Sorry, it took me some time to get back to this. Anyway, forceinline works for me if I use it in the same module: https://paste.gnome.org/p1nlnvagl

If I instead move the main function to a different file, I can reproduce the error. This is the known cross-module inlining problem. I'll probably have a look at this soon. https://forum.dlang.org/post/mzevpbxsyvdrcyjuwhuu@forum.dlang.org
September 24, 2016
Am Wed, 31 Aug 2016 19:06:37 +0000
schrieb Timo Sintonen <t.sintonen@luukku.com>:

> On Wednesday, 31 August 2016 at 10:12:21 UTC, Johannes Pfau wrote:
> 
> >> There was @disable this(this)
> >> This prevents to use a location as argument to a function,
> >> like:
> >> print(timer.count). Is there any reason to have this line or
> >> not?
> >
> > I guess timer is a (enum) pointer to a struct and count is a
> > Volatile!T
> > field in that struct?
> Yes
> 
> > But then timer.count does not return a address, it returns the
> > value of
> > count? Unless of course print(X) takes its argument by ref or
> > alias.
> I want to use them just by value.
> 
> >
> > The reason for @disable this(this) is to disable copying of the
> > struct.
> > The compiler otherwise accesses T raw in a 'non-volatile' way
> > when
> > copying the value. In D we can only have a postblit function,
> > but we
> > cannot reimplement the copying. opAssign can only be used in
> > some cases:
> >     Foo f;
> >     auto f2 = Foo();
> >     auto f3 = f2;
> >     f = Foo();
> >     f = f2;
> >
> > Only the last two lines call opAssign. So "auto f3 = f2" could
> > copy a Volatile!T in a non-volatile way. This is the reason for
> > @disable this(this), AFAIK.
> > 
> I think I somehow get the point even if I do not fully understand the explanation.
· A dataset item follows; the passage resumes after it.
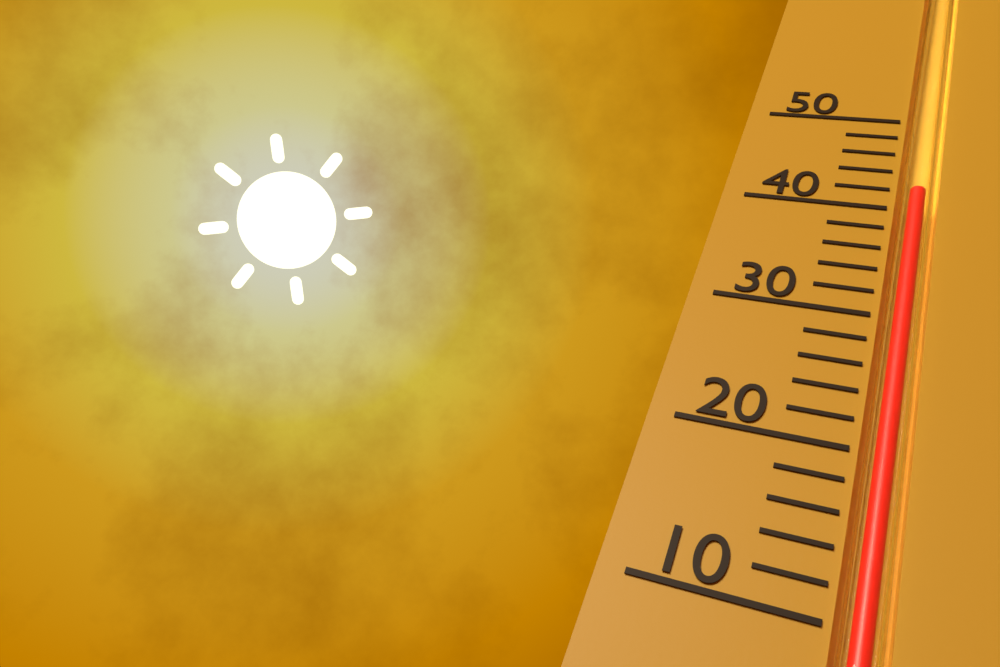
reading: 42 (no unit)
See https://dlang.org/spec/struct.html#struct-postblit :
"1. blitting the fields, i.e. copying the bits [...] The first part is
done automatically by the language,"

So assume we have a (Volatile!uint)* called 'value' pointing to 0x4. Volatile!uint is a struct with a uint raw member. Now if we do something like this:

Volatile!uint copy = *value;

This tells DMD that copy is a struct with one uint field on the stack. Now to create this stack variable the compiler will copy the 4 bytes from 0x4 for the field to the stack (The rule #1 quoted above). But the compiler does not know that the data at 0x4 is 'volatile'. So it would insert a normal / 'non-volatile' load. And this load is then subject to the optimizations we want to avoid with Volatile!T.
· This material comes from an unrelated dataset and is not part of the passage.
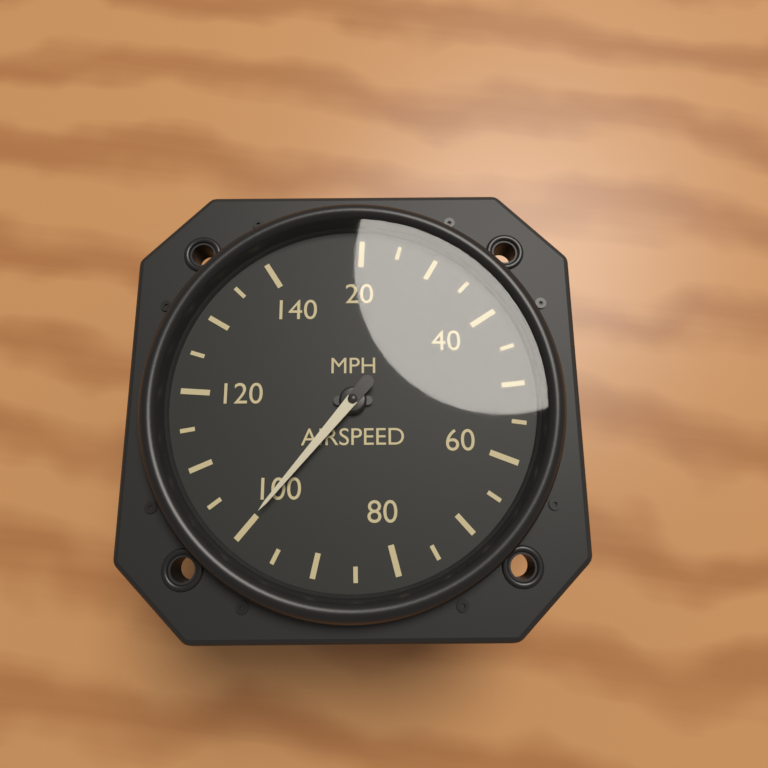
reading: 100 MPH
So we somehow have to prevent the compiler from making such copies. The only way to do this is @disable this(this).

> But it is too restrictive if I always need to have a getter function or assign the value first to a temporary variable to use the value in a function call.

I think there's a misunderstanding here:
The problem only occurs if you pass a _Volatile!T_ by value:

void foo(Volatile!uint value) {}
foo(timer.count);

But if you only need the payload data you can pass the _T_ type instead and everything works fine, even with @disable this(this): The alias this implements this implicit convertion. This means the compiler will call load for you when preparing the function arguments (with the standard D side effect rules, i.e. LTR evaluation)

void foo(uint value) {}
foo(timer.count); // <-- load is called here

If you really want to pass a Volatile!T type (or a struct containing Volatile!T fields) the only safe way is pass by reference / pointer. You have ta avoid copying / reading the data, but you can of course refer to it's memory location / address:

void foo(ref Volatile!uint value) {}
foo(timer.count);

> 
> Anyway, I think it is a gdc bug that the error message comes from the called function that has nothing to do with this. The error should show the function call where the disabled copy operation is.
> 

That's a valid point, but handling this is a DMD task. Please report this at issues.dlang.org.